ClearTips: Riveting reports
What's your main topic?
Your first answer will likely be broad, so take the time
to be more specific. Clearly specifying your topic narrows the boundaries
of what your report will cover and keeps it from rambling or unraveling.
The first answer a team at the Census Bureau gave for a
policy brief to be drawn from a massive compilation of data:
Population growth
After a bit of probing, we narrowed it to:
Projected growth of the U.S. population by state between
1995 and 2025
I immediately had a clear picture of what the policy brief
would cover.
The first answer a team at the World Bank came up with for
a chapter in the World Development Report on knowledge for development
was just that:
Knowledge for development
Well, there are many kinds of knowledge and lots of development,
past and prospective, so we narrowed the topic to:
Nurturing local and global networks of people marshaling
knowledge for human and economic development
That later changed, but at least it began to sharpen the
focus.
I once had a pair of authors who wanted me to give them
a hand in putting together a book summing up three years of work in developing
a new survey method.
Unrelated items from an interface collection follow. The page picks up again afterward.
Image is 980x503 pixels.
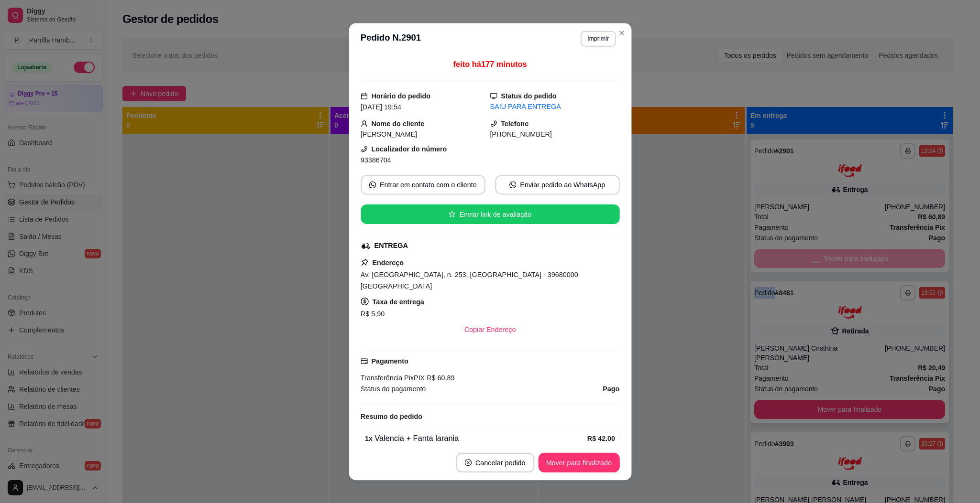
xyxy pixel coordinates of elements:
div: ENTREGA [374,241,407,251]
strong: Pagamento [371,357,408,364]
span: desktop [490,92,496,99]
span: Transferência Pix PIX [360,373,424,381]
span: [DATE] 19:54 [360,103,401,110]
span: whats-app [369,181,375,188]
strong: Nome do cliente [371,119,424,127]
span: feito há 177 minutos [453,60,527,68]
span: Status do pagamento [360,383,426,394]
span: whats-app [509,181,516,188]
button: Copiar Endereço [456,320,523,339]
span: star [448,210,455,217]
button: whats-appEnviar pedido ao WhatsApp [494,175,619,194]
span: phone [490,119,496,126]
strong: Pago [602,385,619,392]
button: Close [613,24,629,40]
span: Av. [GEOGRAPHIC_DATA], n. 253, [GEOGRAPHIC_DATA] - 39680000 [GEOGRAPHIC_DATA] [360,270,579,290]
span: R$ 60,89 [424,373,454,381]
span: calendar [360,92,367,99]
h3: Pedido N. 2901 [360,31,421,47]
span: close-circle [464,459,471,466]
strong: Status do pedido [500,92,556,100]
span: phone [360,145,367,152]
span: [PERSON_NAME] [360,130,417,138]
div: Valencia + Fanta laranja [365,432,587,444]
button: whats-appEntrar em contato com o cliente [360,175,485,194]
button: Imprimir [581,31,615,47]
strong: R$ 42,00 [587,434,615,442]
strong: 1 x [365,434,372,442]
span: [PHONE_NUMBER] [490,130,552,138]
strong: Telefone [500,119,529,127]
span: 93386704 [360,156,391,163]
span: credit-card [360,357,367,364]
strong: Localizador do número [371,145,446,153]
span: pushpin [360,258,368,266]
button: starEnviar link de avaliação [360,205,619,224]
span: dollar [360,297,368,305]
span: R$ 5,90 [360,309,385,317]
strong: Resumo do pedido [360,412,422,420]
span: user [360,119,367,126]
strong: Endereço [372,258,403,266]
div: SAIU PARA ENTREGA [490,101,620,112]
strong: Taxa de entrega [372,297,424,305]
button: Mover para finalizado [538,452,619,472]
button: close-circleCancelar pedido [455,452,534,472]
strong: Horário do pedido [371,92,430,100]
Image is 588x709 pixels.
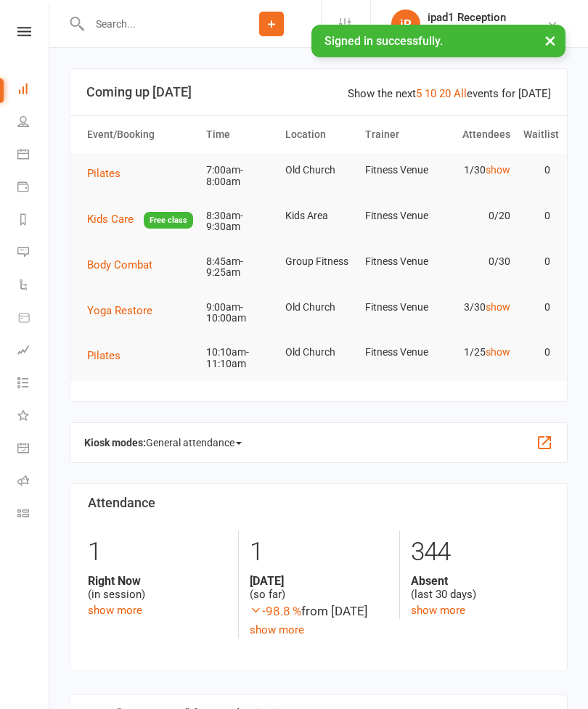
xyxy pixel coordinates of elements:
[17,466,50,499] a: Roll call kiosk mode
[437,335,517,369] td: 1/25
[87,213,134,226] span: Kids Care
[249,623,304,637] a: show more
[517,290,557,324] td: 0
[249,602,388,621] div: from [DATE]
[87,167,121,180] span: Pilates
[358,199,437,233] td: Fitness Venue
[427,24,546,37] div: Fitness Venue Whitsunday
[17,140,50,172] a: Calendar
[249,530,388,574] div: 1
[146,431,242,455] span: General attendance
[411,530,549,574] div: 344
[87,210,193,229] button: Kids CareFree class
[17,303,50,335] a: Product Sales
[411,603,465,617] a: show more
[278,335,357,369] td: Old Church
[517,244,557,278] td: 0
[485,346,510,357] a: show
[278,199,357,233] td: Kids Area
[17,335,50,368] a: Assessments
[324,34,442,48] span: Signed in successfully.
[358,116,437,153] th: Trainer
[87,259,152,272] span: Body Combat
[416,87,421,100] a: 5
[88,603,142,617] a: show more
[358,244,437,278] td: Fitness Venue
[87,302,163,319] button: Yoga Restore
[517,116,557,153] th: Waitlist
[437,116,517,153] th: Attendees
[278,153,357,187] td: Old Church
[437,153,517,187] td: 1/30
[199,116,278,153] th: Time
[199,244,278,290] td: 8:45am-9:25am
[17,172,50,204] a: Payments
[485,164,510,175] a: show
[87,165,130,182] button: Pilates
[84,437,146,449] strong: Kiosk modes:
[358,153,437,187] td: Fitness Venue
[347,85,551,102] div: Show the next events for [DATE]
[87,256,163,273] button: Body Combat
[249,603,301,618] span: -98.8 %
[17,433,50,466] a: General attendance kiosk mode
[411,574,549,602] div: (last 30 days)
[17,401,50,433] a: What's New
[199,290,278,336] td: 9:00am-10:00am
[87,347,130,364] button: Pilates
[537,25,563,56] button: ×
[437,244,517,278] td: 0/30
[517,153,557,187] td: 0
[517,335,557,369] td: 0
[199,199,278,244] td: 8:30am-9:30am
[199,335,278,381] td: 10:10am-11:10am
[17,499,50,531] a: Class kiosk mode
[88,574,227,602] div: (in session)
[358,290,437,324] td: Fitness Venue
[87,349,121,362] span: Pilates
[85,14,222,34] input: Search...
[437,290,517,324] td: 3/30
[517,199,557,233] td: 0
[278,290,357,324] td: Old Church
[81,116,199,153] th: Event/Booking
[17,106,50,140] a: People
[17,74,50,106] a: Dashboard
[391,9,420,38] div: iR
[427,11,546,24] div: ipad1 Reception
[199,153,278,199] td: 7:00am-8:00am
[88,495,549,510] h3: Attendance
[454,87,466,100] a: All
[358,335,437,369] td: Fitness Venue
[144,212,193,229] span: Free class
[87,304,152,317] span: Yoga Restore
[249,574,388,602] div: (so far)
[17,204,50,237] a: Reports
[437,199,517,233] td: 0/20
[86,85,551,100] h3: Coming up [DATE]
[88,574,227,588] strong: Right Now
[485,301,510,312] a: show
[88,530,227,574] div: 1
[411,574,549,588] strong: Absent
[278,244,357,278] td: Group Fitness
[439,87,450,100] a: 20
[278,116,357,153] th: Location
[249,574,388,588] strong: [DATE]
[425,87,436,100] a: 10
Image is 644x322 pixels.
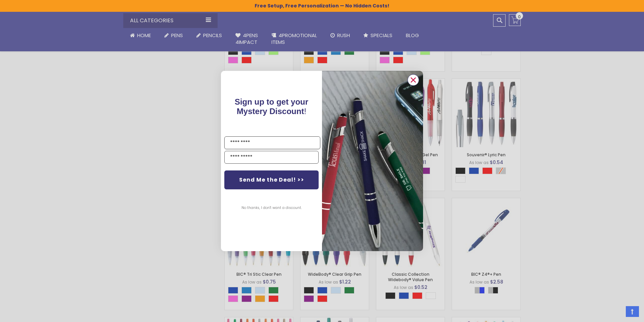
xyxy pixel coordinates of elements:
button: Close dialog [408,74,419,86]
button: Send Me the Deal! >> [224,171,319,189]
img: pop-up-image [322,71,423,250]
span: Sign up to get your Mystery Discount [235,97,308,116]
span: ! [235,97,308,116]
button: No thanks, I don't want a discount. [238,199,305,216]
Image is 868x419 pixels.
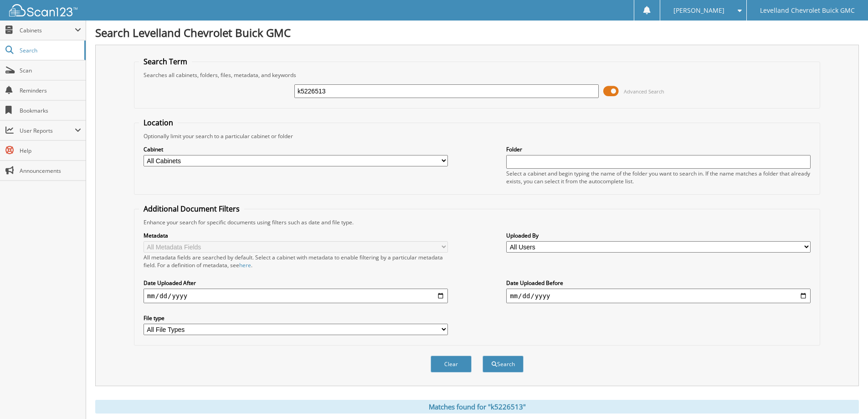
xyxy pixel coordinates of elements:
[9,4,77,16] img: scan123-logo-white.svg
[95,400,859,413] div: Matches found for "k5226513"
[139,219,815,226] div: Enhance your search for specific documents using filters such as date and file type.
[144,279,448,287] label: Date Uploaded After
[19,26,75,34] span: Cabinets
[144,146,448,153] label: Cabinet
[19,106,81,115] span: Bookmarks
[19,127,75,135] span: User Reports
[483,356,524,373] button: Search
[144,289,448,303] input: start
[139,132,815,140] div: Optionally limit your search to a particular cabinet or folder
[139,117,178,128] legend: Location
[139,71,815,79] div: Searches all cabinets, folders, files, metadata, and keywords
[144,314,448,322] label: File type
[95,25,859,40] h1: Search Levelland Chevrolet Buick GMC
[506,231,811,239] label: Uploaded By
[139,57,192,66] legend: Search Term
[19,86,81,94] span: Reminders
[506,289,811,303] input: end
[19,46,80,54] span: Search
[19,66,81,74] span: Scan
[19,167,81,175] span: Announcements
[760,8,855,14] span: Levelland Chevrolet Buick GMC
[239,261,251,269] a: here
[673,8,724,14] span: [PERSON_NAME]
[506,279,811,287] label: Date Uploaded Before
[506,146,811,153] label: Folder
[506,170,811,185] div: Select a cabinet and begin typing the name of the folder you want to search in. If the name match...
[19,147,81,155] span: Help
[139,204,244,214] legend: Additional Document Filters
[144,253,448,269] div: All metadata fields are searched by default. Select a cabinet with metadata to enable filtering b...
[430,356,472,373] button: Clear
[624,88,664,95] span: Advanced Search
[144,231,448,239] label: Metadata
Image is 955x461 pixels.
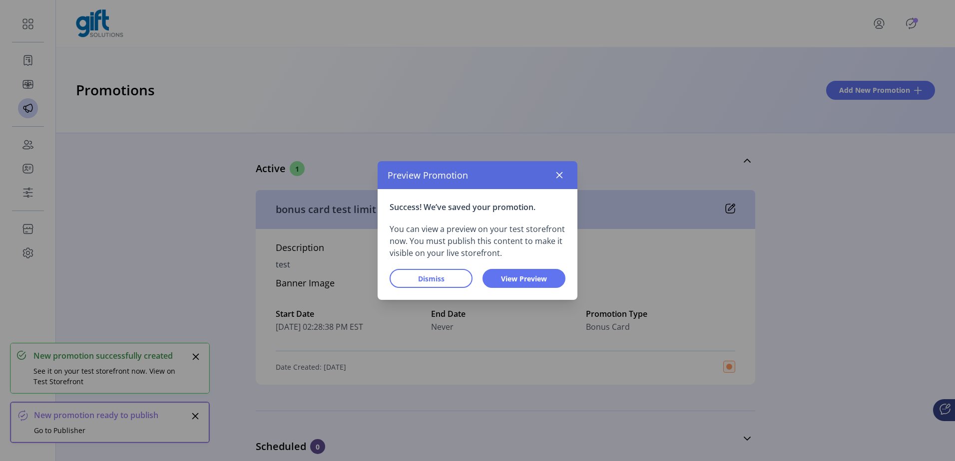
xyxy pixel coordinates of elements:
[402,274,459,284] span: Dismiss
[387,169,468,182] span: Preview Promotion
[482,269,565,288] button: View Preview
[389,269,472,288] button: Dismiss
[389,201,565,213] p: Success! We’ve saved your promotion.
[389,223,565,259] p: You can view a preview on your test storefront now. You must publish this content to make it visi...
[495,274,552,284] span: View Preview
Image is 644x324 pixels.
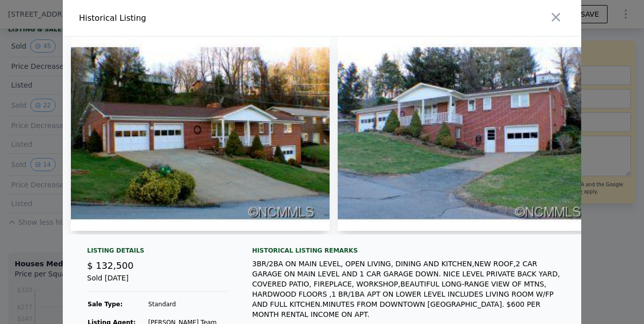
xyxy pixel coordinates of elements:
div: Historical Listing remarks [252,247,565,254]
img: Property Img [71,37,330,231]
img: Property Img [337,37,597,231]
div: 3BR/2BA ON MAIN LEVEL, OPEN LIVING, DINING AND KITCHEN,NEW ROOF,2 CAR GARAGE ON MAIN LEVEL AND 1 ... [252,259,565,320]
span: $ 132,500 [87,260,134,271]
td: Standard [148,300,224,309]
strong: Sale Type: [87,301,122,308]
div: Historical Listing [79,12,318,24]
div: Sold [DATE] [87,273,228,292]
div: Listing Details [87,247,228,259]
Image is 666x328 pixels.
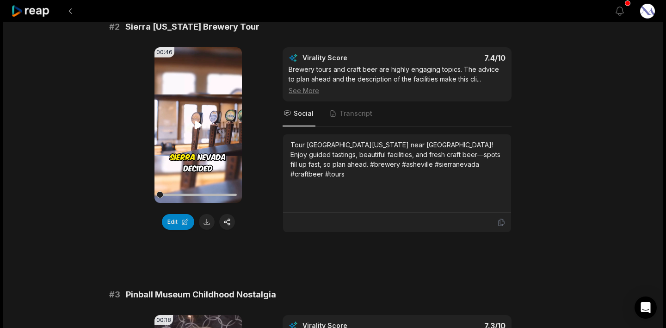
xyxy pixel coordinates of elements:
nav: Tabs [283,101,512,126]
div: 7.4 /10 [407,53,506,62]
span: Social [294,109,314,118]
span: # 3 [109,288,120,301]
div: Virality Score [303,53,402,62]
video: Your browser does not support mp4 format. [155,47,242,203]
span: # 2 [109,20,120,33]
button: Edit [162,214,194,229]
div: Brewery tours and craft beer are highly engaging topics. The advice to plan ahead and the descrip... [289,64,506,95]
div: See More [289,86,506,95]
div: Open Intercom Messenger [635,296,657,318]
span: Pinball Museum Childhood Nostalgia [126,288,276,301]
span: Transcript [340,109,372,118]
div: Tour [GEOGRAPHIC_DATA][US_STATE] near [GEOGRAPHIC_DATA]! Enjoy guided tastings, beautiful facilit... [291,140,504,179]
span: Sierra [US_STATE] Brewery Tour [125,20,260,33]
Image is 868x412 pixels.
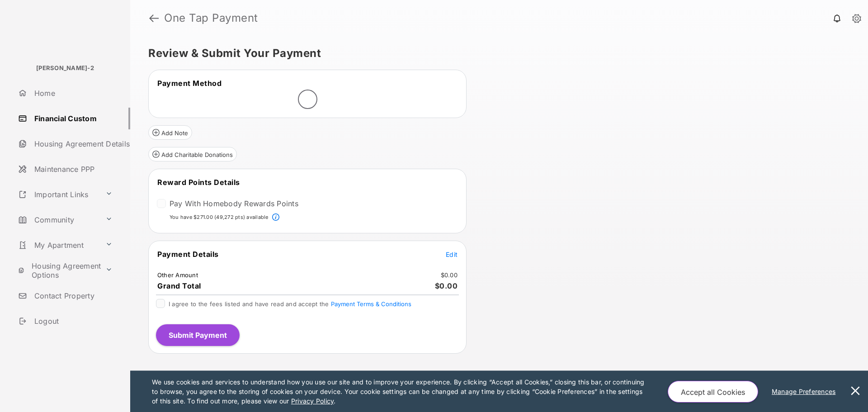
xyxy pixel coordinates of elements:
[158,281,201,290] span: Grand Total
[158,250,219,258] span: Payment Details
[164,13,258,24] strong: One Tap Payment
[291,397,333,405] u: Privacy Policy
[14,310,130,332] a: Logout
[14,285,130,306] a: Contact Property
[158,79,221,87] span: Payment Method
[169,199,298,208] label: Pay With Homebody Rewards Points
[446,251,457,258] span: Edit
[668,380,758,402] button: Accept all Cookies
[148,147,237,161] button: Add Charitable Donations
[446,250,457,258] button: Edit
[169,300,411,307] span: I agree to the fees listed and have read and accept the
[14,82,130,104] a: Home
[772,387,839,395] u: Manage Preferences
[435,281,458,290] span: $0.00
[148,125,193,140] button: Add Note
[152,377,648,406] p: We use cookies and services to understand how you use our site and to improve your experience. By...
[156,324,239,346] button: Submit Payment
[14,107,130,130] a: Financial Custom
[440,270,458,279] td: $0.00
[14,158,130,180] a: Maintenance PPP
[157,270,198,279] td: Other Amount
[148,48,843,59] h5: Review & Submit Your Payment
[14,184,102,205] a: Important Links
[14,209,102,231] a: Community
[14,133,130,154] a: Housing Agreement Details
[14,234,102,256] a: My Apartment
[14,259,102,281] a: Housing Agreement Options
[36,64,94,72] p: [PERSON_NAME]-2
[331,300,411,307] button: I agree to the fees listed and have read and accept the
[169,213,269,221] p: You have $271.00 (49,272 pts) available
[158,177,240,187] span: Reward Points Details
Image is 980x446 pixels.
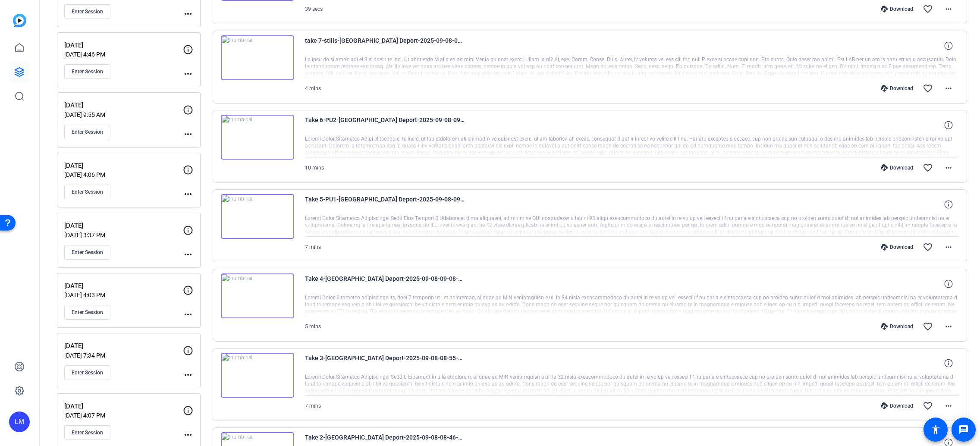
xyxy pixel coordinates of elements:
mat-icon: more_horiz [183,129,193,139]
p: [DATE] [64,281,183,291]
span: 10 mins [305,165,324,171]
div: Download [876,165,917,171]
span: 5 mins [305,323,321,330]
div: Download [876,6,917,12]
mat-icon: message [958,424,969,435]
span: 39 secs [305,6,323,12]
mat-icon: favorite_border [923,321,933,332]
img: thumb-nail [221,35,294,80]
p: [DATE] [64,342,183,351]
mat-icon: favorite_border [923,163,933,173]
span: Take 4-[GEOGRAPHIC_DATA] Deport-2025-09-08-09-08-41-258-0 [305,274,464,295]
span: Enter Session [72,8,103,15]
span: Enter Session [72,68,103,75]
p: [DATE] 4:06 PM [64,171,183,178]
div: Download [876,323,917,330]
span: 7 mins [305,403,321,409]
button: Enter Session [64,305,110,319]
p: [DATE] [64,40,183,50]
mat-icon: more_horiz [183,69,193,79]
button: Enter Session [64,245,110,260]
mat-icon: more_horiz [943,4,954,14]
button: Enter Session [64,425,110,440]
img: thumb-nail [221,353,294,398]
div: Download [876,244,917,251]
mat-icon: more_horiz [183,430,193,440]
p: [DATE] 3:37 PM [64,232,183,238]
span: Enter Session [72,129,103,135]
span: Take 6-PU2-[GEOGRAPHIC_DATA] Deport-2025-09-08-09-35-55-315-0 [305,115,464,135]
span: Enter Session [72,429,103,436]
mat-icon: more_horiz [943,242,954,252]
div: Download [876,85,917,92]
p: [DATE] 4:46 PM [64,51,183,58]
img: thumb-nail [221,274,294,319]
p: [DATE] [64,101,183,110]
mat-icon: more_horiz [183,189,193,199]
p: [DATE] [64,402,183,411]
mat-icon: favorite_border [923,242,933,252]
mat-icon: more_horiz [943,401,954,411]
mat-icon: more_horiz [943,83,954,93]
img: thumb-nail [221,115,294,159]
span: Enter Session [72,249,103,256]
button: Enter Session [64,5,110,19]
span: 4 mins [305,86,321,91]
mat-icon: more_horiz [943,163,954,173]
mat-icon: favorite_border [923,4,933,14]
p: [DATE] [64,221,183,231]
span: Enter Session [72,369,103,376]
div: LM [9,411,30,432]
mat-icon: more_horiz [183,370,193,380]
button: Enter Session [64,366,110,380]
mat-icon: favorite_border [923,83,933,93]
p: [DATE] 7:34 PM [64,352,183,359]
mat-icon: accessibility [930,424,941,435]
p: [DATE] 9:55 AM [64,111,183,118]
span: Take 5-PU1-[GEOGRAPHIC_DATA] Deport-2025-09-08-09-27-51-715-0 [305,194,464,215]
div: Download [876,402,917,409]
mat-icon: more_horiz [943,321,954,332]
button: Enter Session [64,185,110,199]
p: [DATE] 4:03 PM [64,292,183,298]
button: Enter Session [64,125,110,139]
p: [DATE] [64,161,183,171]
span: take 7-stills-[GEOGRAPHIC_DATA] Deport-2025-09-08-09-47-03-628-0 [305,35,464,56]
mat-icon: more_horiz [183,249,193,260]
img: thumb-nail [221,194,294,239]
span: Enter Session [72,309,103,316]
span: 7 mins [305,244,321,250]
mat-icon: favorite_border [923,401,933,411]
img: blue-gradient.svg [13,14,26,27]
p: [DATE] 4:07 PM [64,412,183,419]
mat-icon: more_horiz [183,8,193,19]
span: Take 3-[GEOGRAPHIC_DATA] Deport-2025-09-08-08-55-44-291-0 [305,353,464,374]
mat-icon: more_horiz [183,310,193,319]
button: Enter Session [64,64,110,79]
span: Enter Session [72,189,103,195]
To my deceptively simple question, one of them answered:
A guide for policymakers on how to interpret the survey's
findings
To which the other said, "No, no, no." Instead,
the topic was:
A manual for statisticians on how to conduct such a survey
They went back and forth on this for about an hour,
so I left. They ended up writing two books, each on his own.
Start by writing—then refining—the first
words that come into your head. Then ask yourself the usual who? what?
when? where? how? Avoid such phrases as a report on, a review
of, an analysis of, which can distract you from a clear statement
of your topic. And test your topic on a few colleagues to see if they
understand it or have something to add.